Across the day, the NEM still recorded 50.3 gigawatt-hours (GWh) of curtailment, the pink Dolphin Curve surfacing at the top of the NEM graph shown below.

Against that, visible flexible demand included:

– 13.2 GWh of battery load
– 8.2 GWh of pumped hydro load
– 21.4 GWh of flexible load in total

So the records matter, but they sit inside a bigger imbalance. Utility flexible load is growing quickly through a growing fleet of utility batteries, yet curtailment remains larger than the energy being absorbed.

There is also a quieter layer behind the meter.

The Cheaper Home Batteries scheme has reportedly reached 300,000 installations.

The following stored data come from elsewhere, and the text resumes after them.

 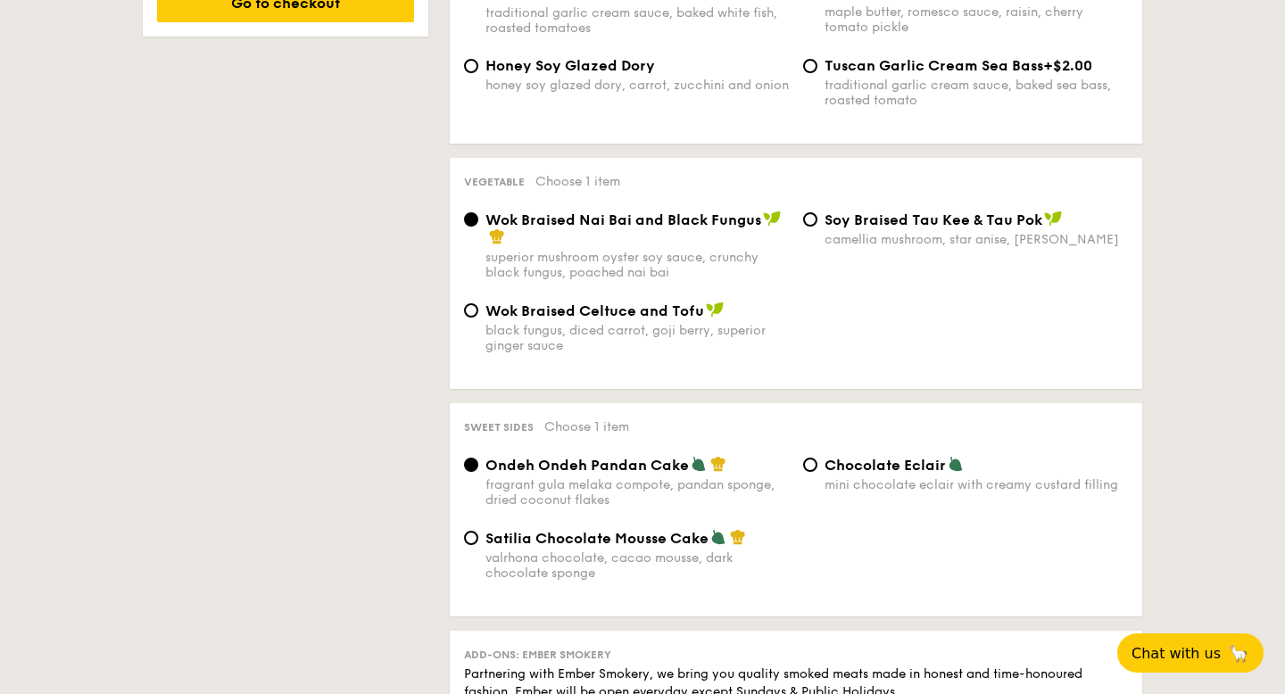 What do you see at coordinates (594, 310) in the screenshot?
I see `span: Wok Braised Celtuce and Tofu` at bounding box center [594, 310].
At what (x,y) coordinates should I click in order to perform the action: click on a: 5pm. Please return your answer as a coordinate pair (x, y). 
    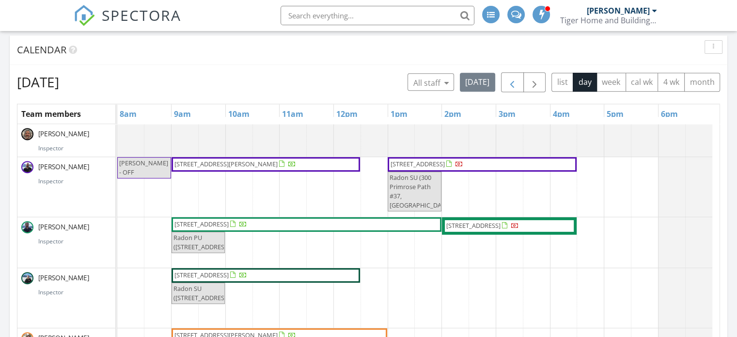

The earlier official milestone of 250,000+ batteries and 6.3 GWh of storage implies an average of around 25 kWh per battery, suggesting roughly 7.5 GWh of distributed household storage at 300,000 systems.

That is not directly comparable with utility-scale dispatch data. It is less visible, less centrally controlled, and more dependent on customer behaviour and tariffs.

But it is now large enough to matter.

The NEM flexibility story is no longer only about utility-scale batteries, pumped hydro, gas, interconnectors, and transmission. It is also about hundreds of thousands of small batteries absorbing rooftop solar, reducing evening demand, and changing the shape of operational demand from the household layer up.

The question is becoming less about whether batteries matter.

It is how visible, coordinated, and useful they become.

Geoff Eldridge is an energy transition observer at Global Power Energy. This article was originally published here. Republished here with the author’s permission.

Geoff Eldridge is a National Electricity Market (NEM) and Energy Transition Observer at Global Power Energy.